Architecture¶
The Polygon Miden Architecture describes how the participants of the network interact. The architecture reflects the design goals for the rollup:
- High throughput.
- Privacy.
- Asset safety.
Inspired by the actor model¶
The actor model inspired Miden to achieve concurrent and local state changes. In the model, actors are little state machines with inboxes, meaning each actor is responsible for their own state. Actors can send and receive messages to communicate with other actors. Messages can be read asynchronously.
Core concepts in Miden¶
In Miden, there are accounts and notes which can hold assets. Accounts consume and produce notes in transactions. Transactions describe account state changes of single accounts.
Accounts¶
Accounts can hold assets and define rules how assets can be transferred. Accounts can represent users or autonomous smart contracts. This chapter describes the design, the storage types, and the creation of an account.
Notes¶
Notes are messages that accounts send to each other. A note stores assets and a script that defines how this note can be consumed. This chapter describes the design, the storage types, and the creation of a note.
Assets¶
Assets can be fungible and non-fungible. They are stored in the owner’s account itself or in a note. This chapter describes asset issuance, customization, and storage.
Transactions¶
Transactions describe production and consumption of notes by a single account. Executing a transaction always results in a STARK proof. This chapter describes the transaction design and the different transaction types.
Accounts produce and consume notes to communicate¶
State and Execution¶
The state model captures all individual states of all accounts and notes. Finally, the execution model describes state progress in a sequence of blocks.
State model¶
State describes everything that is the case at a certain point in time. Individual states of accounts or notes can be stored onchain and offchain. This chapter describes the three different state databases in Miden.
Execution model¶
Execution describes how the state progresses - on an individual level via transactions and at the global level expressed as aggregated state updates in blocks. This chapter describes the execution model and how blocks are built.
Operators capture and progress state¶
Architecture tradeoffs
Want to know more on why we designed Miden as is?
Polygon Miden’s architecture
Polygon Miden’s architecture departs considerably from typical blockchain designs to support privacy and parallel transaction exection. In traditional blockchains state and transactions must be transparent to be verifiable. This is necessary for block production and execution. User generated zero-knowledge proofs allow state transitions, e.g. transactions, to be verifiable without being transparent.
Actor-based execution model
The actor model inspires Polygon Miden’s execution model. This is a well-known design paradigm in concurrent systems. In the actor model, actors are state machines responsible for maintaining their own state. In the context of Polygon Miden, each account is an actor. Actors communicate with each other by exchanging messages asynchronously. One actor can send a message to another, but it is up to the recipient to apply the requested change to their state.
Polygon Miden’s architecture takes the actor model further and combines it with zero-knowledge proofs. Now, actors not only maintain and update their own state, but they can also prove the validity of their own state transitions to the rest of the network. This ability to independently prove state transitions enables local smart contract execution, private smart contracts, and much more. And it is quite unique in the rollup space. Normally only centralized entities - sequencer or prover - create zero-knowledge proofs, not the users.
Hybrid state model
The actor-based execution model requires a radically different approach to recording the system’s state. Actors and the messages they exchange must be treated as first-class citizens. Polygon Miden addresses this by combining the state models of account-based systems like Ethereum and UTXO-based systems like Bitcoin and Zcash.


* [TASK TO COMPLETE] Each line below from the "Identify the location of a: TRADING." line through the "The width and height of the screenshot is (849, 393)." line, those two included, must be restated word for word; the pictures must not be.

* [Saved data entries]

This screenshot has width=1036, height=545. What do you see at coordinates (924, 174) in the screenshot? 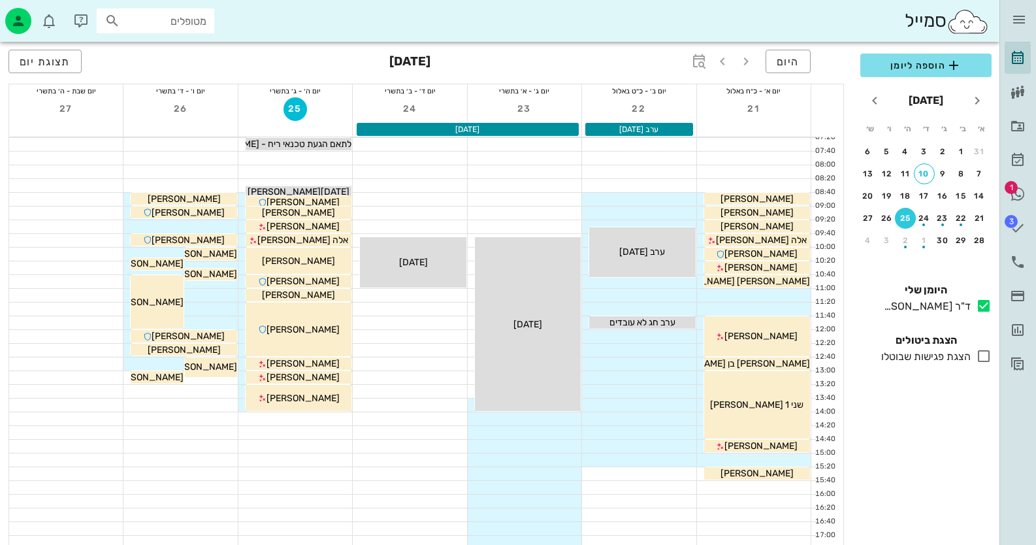
I see `div: 10` at bounding box center [924, 174].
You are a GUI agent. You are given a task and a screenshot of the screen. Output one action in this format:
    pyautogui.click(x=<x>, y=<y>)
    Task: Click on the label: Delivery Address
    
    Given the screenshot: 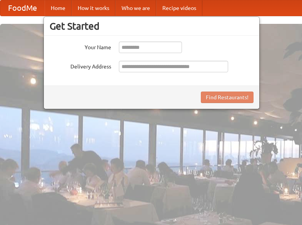 What is the action you would take?
    pyautogui.click(x=80, y=65)
    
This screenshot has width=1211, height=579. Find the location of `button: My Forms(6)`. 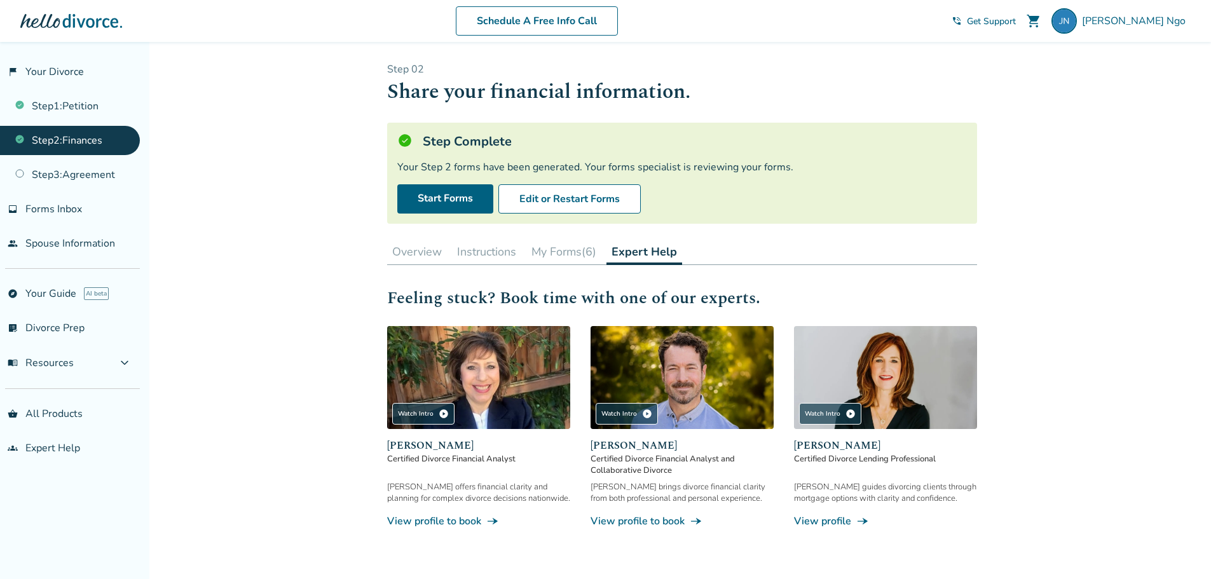

button: My Forms(6) is located at coordinates (564, 252).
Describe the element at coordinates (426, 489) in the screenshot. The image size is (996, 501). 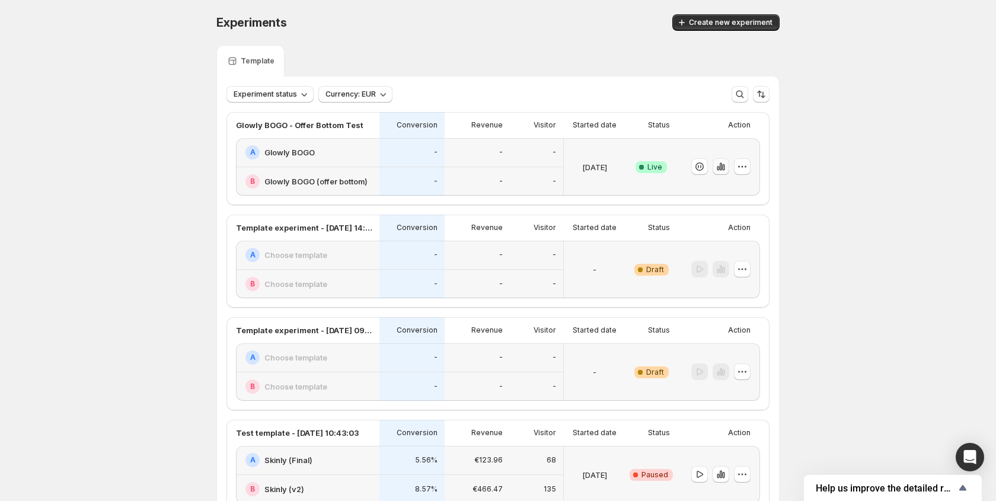
I see `p: 8.57%` at that location.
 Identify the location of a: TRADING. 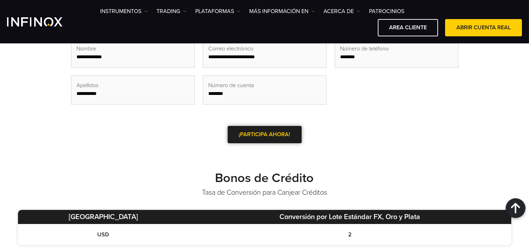
(171, 11).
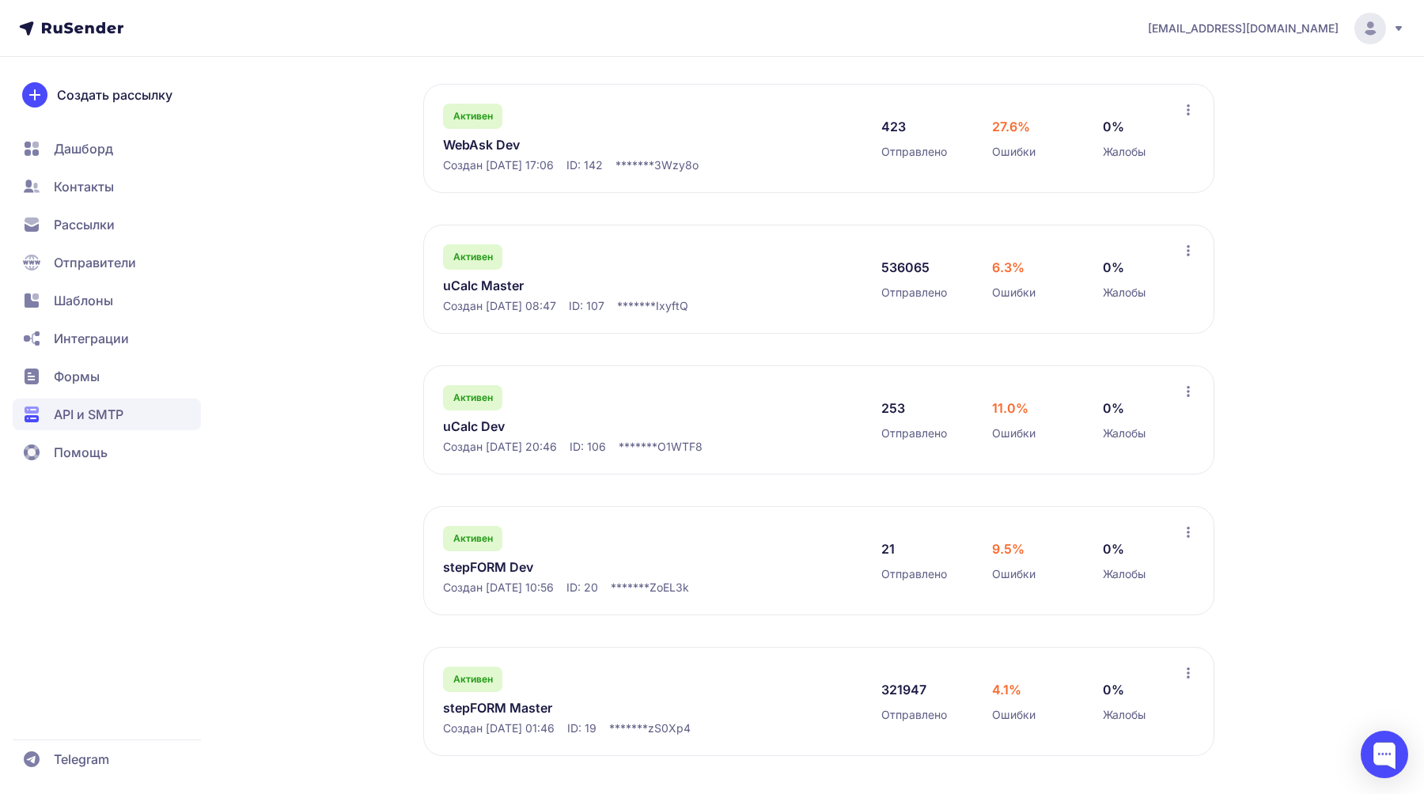 This screenshot has height=794, width=1424. What do you see at coordinates (1008, 549) in the screenshot?
I see `span: 9.5%` at bounding box center [1008, 549].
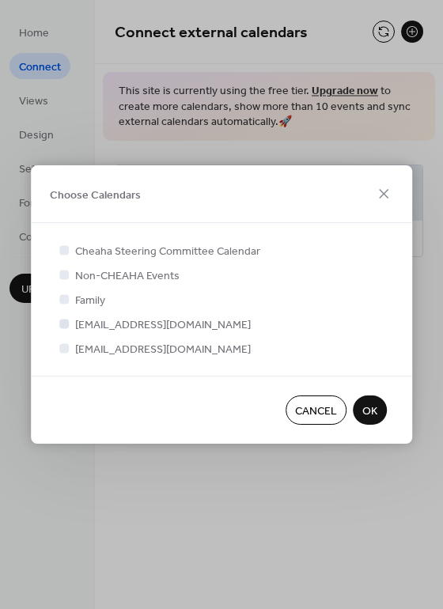  I want to click on span: Cheaha Steering Committee Calendar, so click(168, 252).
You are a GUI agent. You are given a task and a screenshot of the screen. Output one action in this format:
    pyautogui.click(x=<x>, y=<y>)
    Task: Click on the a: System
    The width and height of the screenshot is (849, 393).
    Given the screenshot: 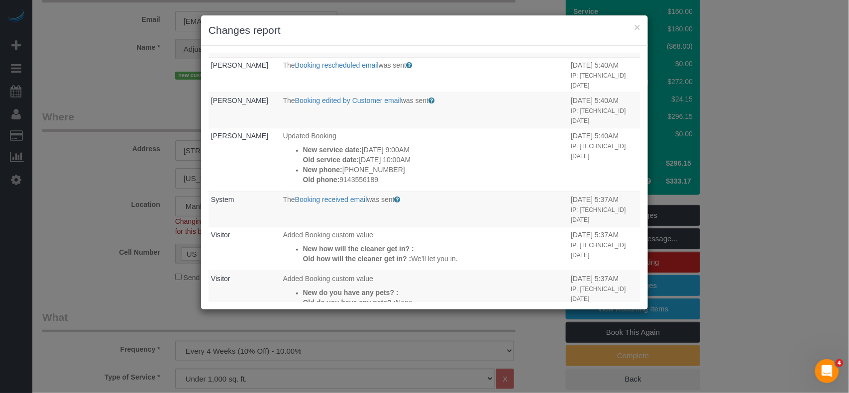 What is the action you would take?
    pyautogui.click(x=222, y=200)
    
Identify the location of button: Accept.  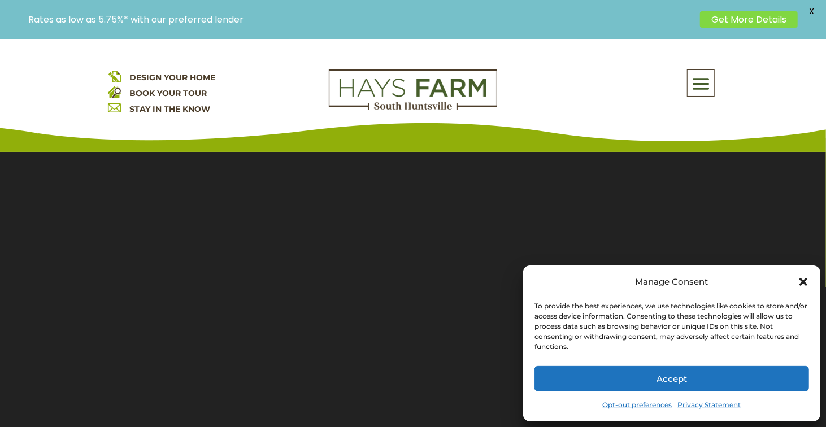
(671, 378).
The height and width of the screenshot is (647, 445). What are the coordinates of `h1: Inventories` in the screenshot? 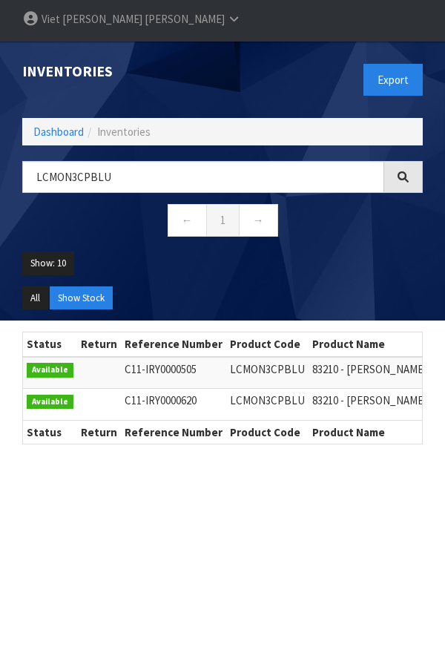 It's located at (117, 72).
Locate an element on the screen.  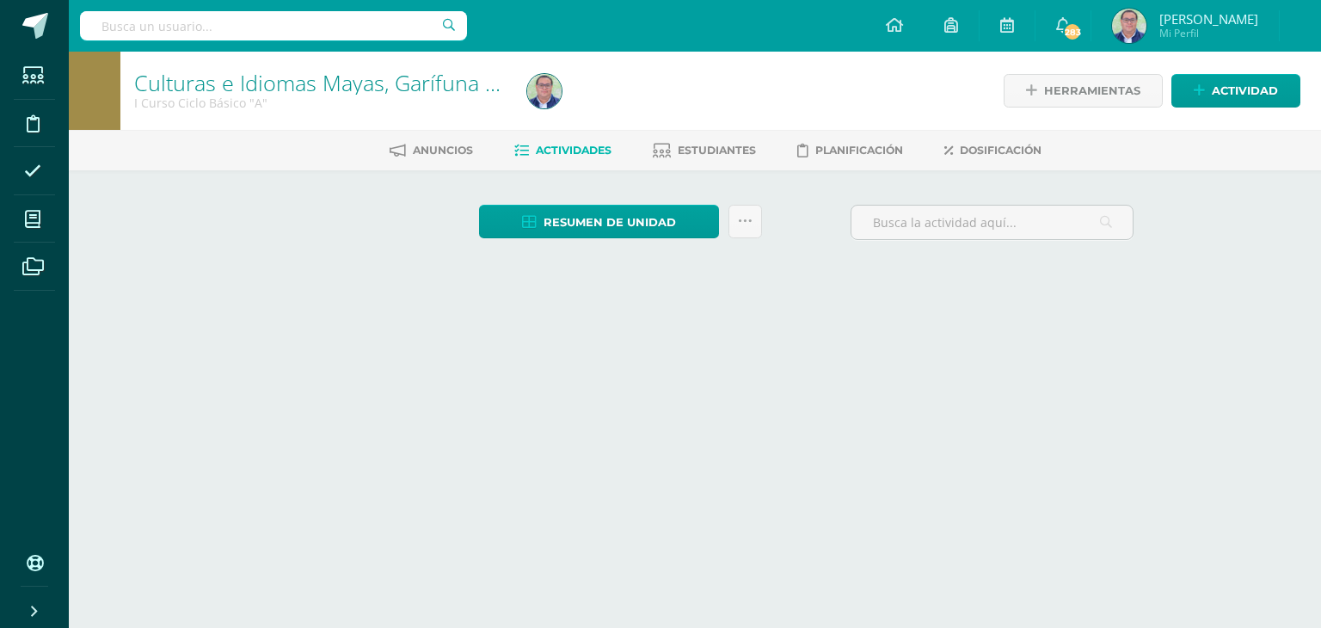
a: Estudiantes is located at coordinates (704, 151).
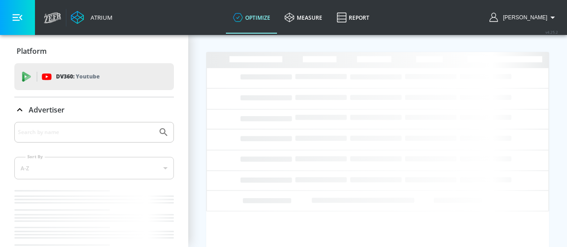  I want to click on div: Platform, so click(94, 51).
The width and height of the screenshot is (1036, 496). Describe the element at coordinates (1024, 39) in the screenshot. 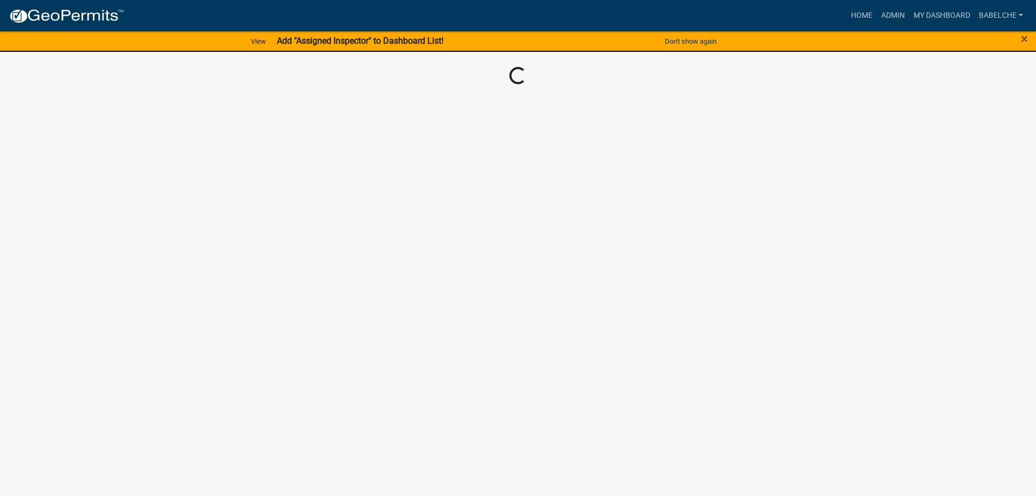

I see `button: Close` at that location.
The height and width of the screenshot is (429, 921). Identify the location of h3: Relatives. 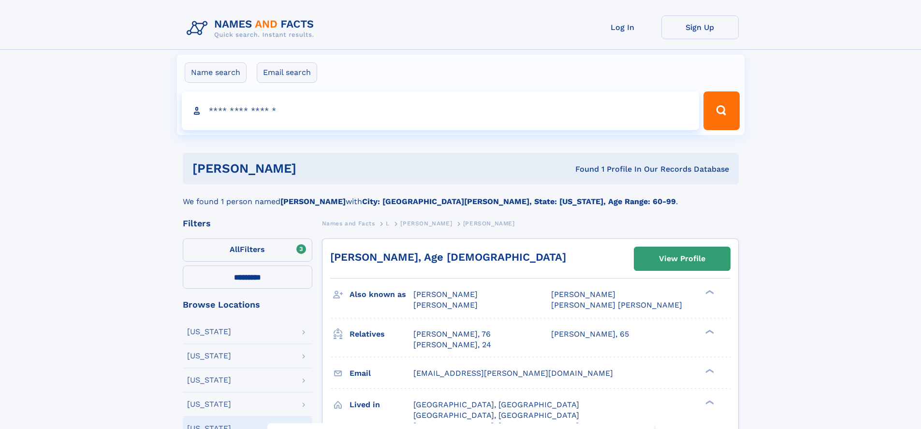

* [ANSWER FOR THE TASK]
 Identify the location of a: TRADING. 
(171, 11).
 This screenshot has height=794, width=1424. What do you see at coordinates (1008, 549) in the screenshot?
I see `span: 9.5%` at bounding box center [1008, 549].
  I want to click on span: Cheaha Steering Committee Calendar, so click(168, 252).
You are a GUI agent. You are given a task and a screenshot of the screen. Output one action in this format:
    pyautogui.click(x=<x>, y=<y>)
    Task: Click on the a: System
    The width and height of the screenshot is (849, 393).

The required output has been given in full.